Charts and schematics show sample drone strikes in various personnel and equipment configurations. Tables break down specifications of the Corps’ most widely fielded small UAS. A sample strike brief provides a precise template for communications around drone operations. And a multi-page section on camouflage and evasion provides formal guidance on everything from hiding heat signatures to using vegetation to blend visually with the environment.
Drone employment as a team effort is emphasized throughout the book.
“In all cases, the operator of any one aerial system is unlikely to accomplish the unit’s mission by him/herself; instead, the operator performs tasks as part of a sUAS-equipped team whose other members may variously perform roles related to communications, targeting, mobility, protection, fires, maneuver/exploitation, and others,” the guide reads.
“For this reason, this handbook refers to sUAS teams as the basic unit of employment for these systems, even when the unit operating them (for example, a rifle squad or an artillery battery headquarters) may not have sUAS employment as its primary purpose.”
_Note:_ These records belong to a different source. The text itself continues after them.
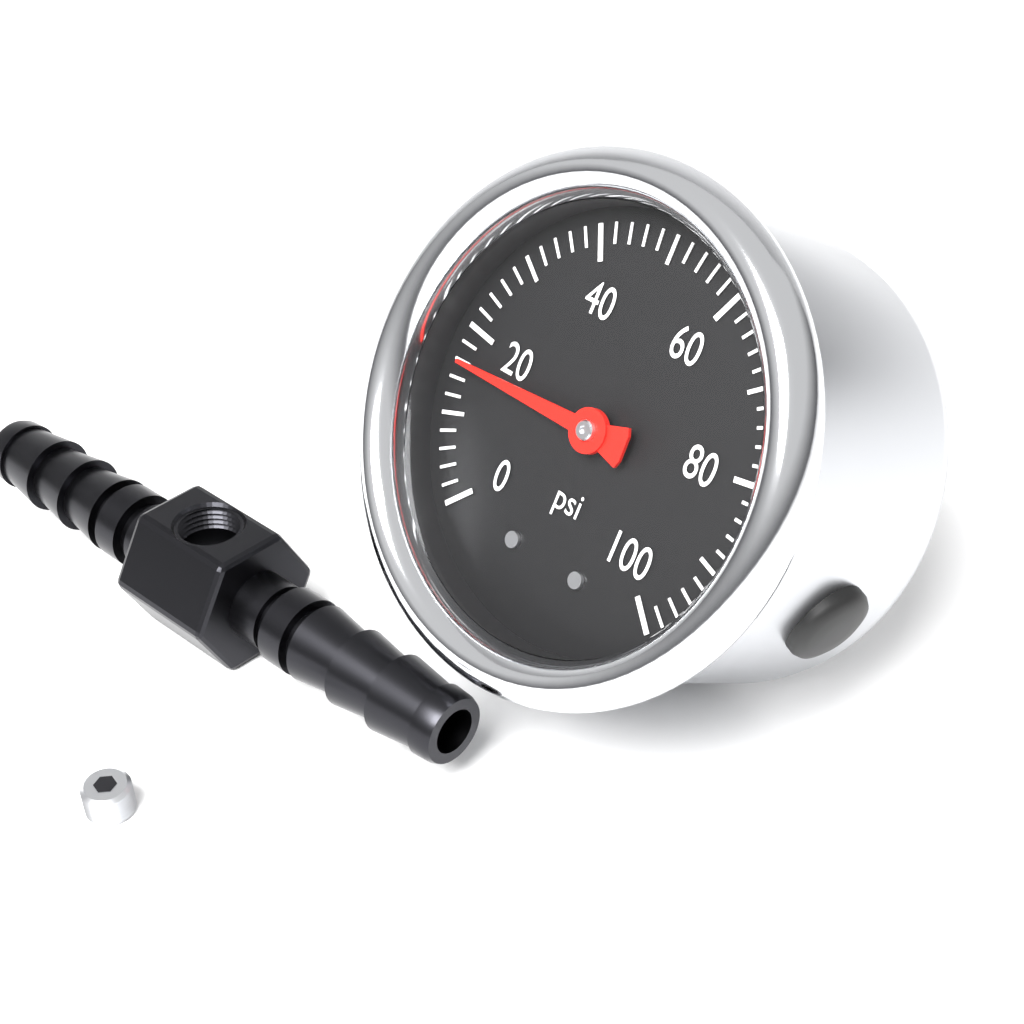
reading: 16 psi
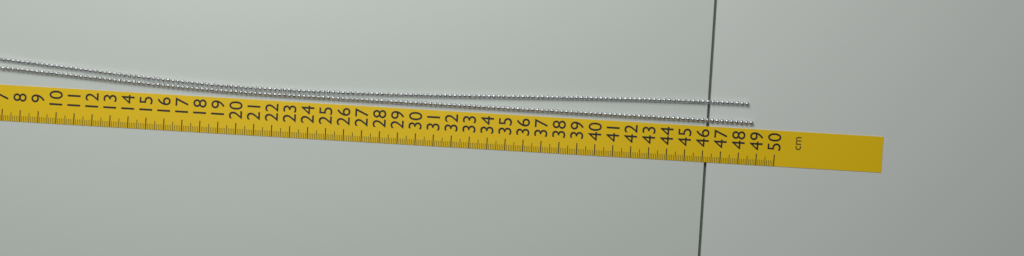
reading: 48.7 cm
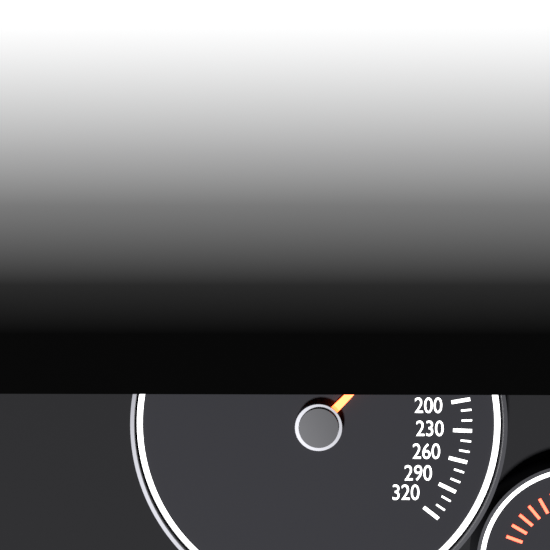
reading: 110 km/h
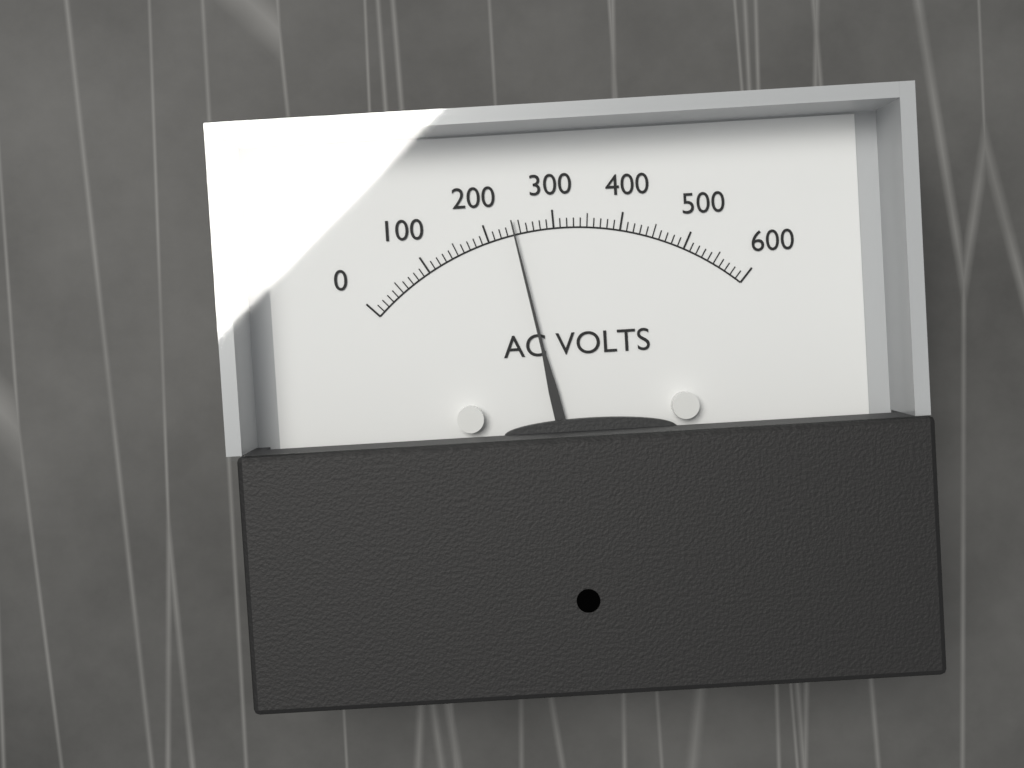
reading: 240 V
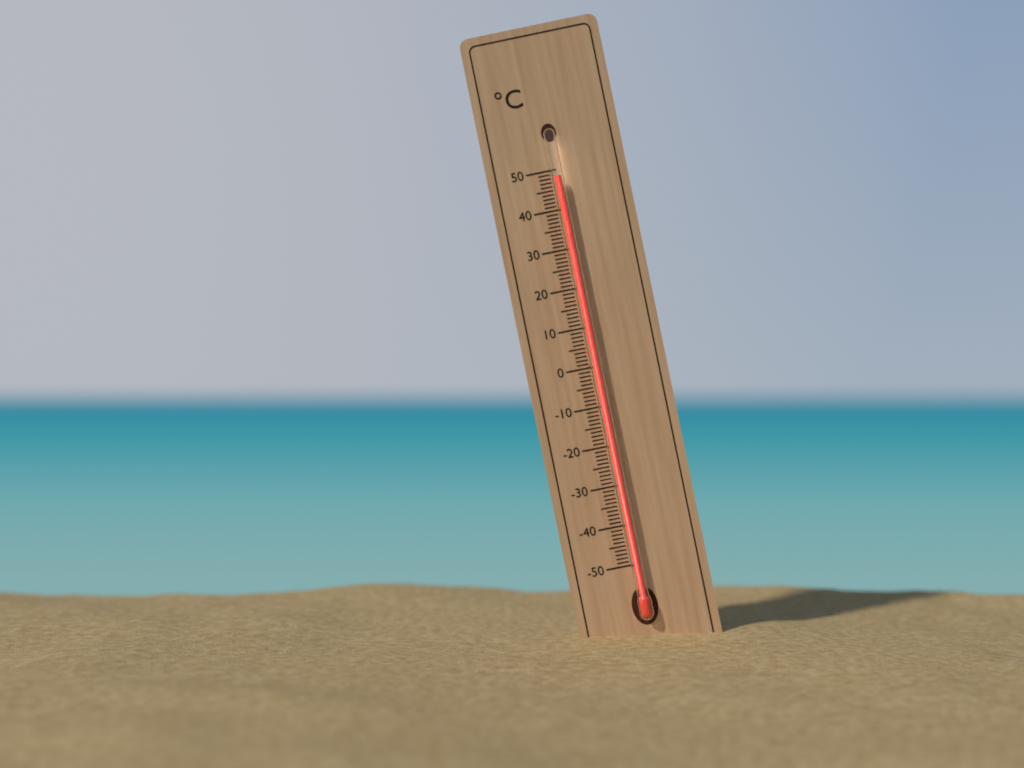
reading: 48 °C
The handbook concludes with a list of chapters and sections the book is still missing, including weaponeering considerations for employing drones carrying munitions and a full chapter on tactics, techniques and procedures for one-way attack drones.
“Make no mistake, we are in a very tight race with our adversaries to master the possibilities of small aerial drones,” the authors write. “Consider this handbook a baton—now take it, and run with it!”

While 1st Marine Division did not make anyone available to talk about the handbook by press time, Samuel Bendett, an adviser focusing on Russian military technology and capabilities including drones, called the book’s publication evidence of a “psychological shift” about the realities of the drone threat and the need to employ small UAS skillfully.
The handbook itself acknowledges lessons in drone use absorbed from the ongoing Russia-Ukraine war, where both sides have employed UAS to great effect.
While Bendett acknowledged that the next U.S. fight might not resemble the conflict in Ukraine, he maintained that the echoes of that war “will be heard in every conflict going forward,” adding that China was paying close attention and already training its military in drone warfare.
“It’s not just an abstract notion that there are adversary drones somewhere and we have to defend against them,” Bendett said. “It’s the fact that it’s right there, just around the bend, just just beyond the next building, just beyond the next tree. It’s there just two or three klicks away, and it’s observing and flying at you, and you won’t be able to react in time if you’re not prepared for it.”
Another helpful shift evidenced in the document, he said, was in viewing UAS not as small aircraft, but as weapons.
“These are not aircraft,” he said. “These are cheaper, attritable tactical systems that should be available to every military formation, based on what they’re doing and based on how they’re fighting.”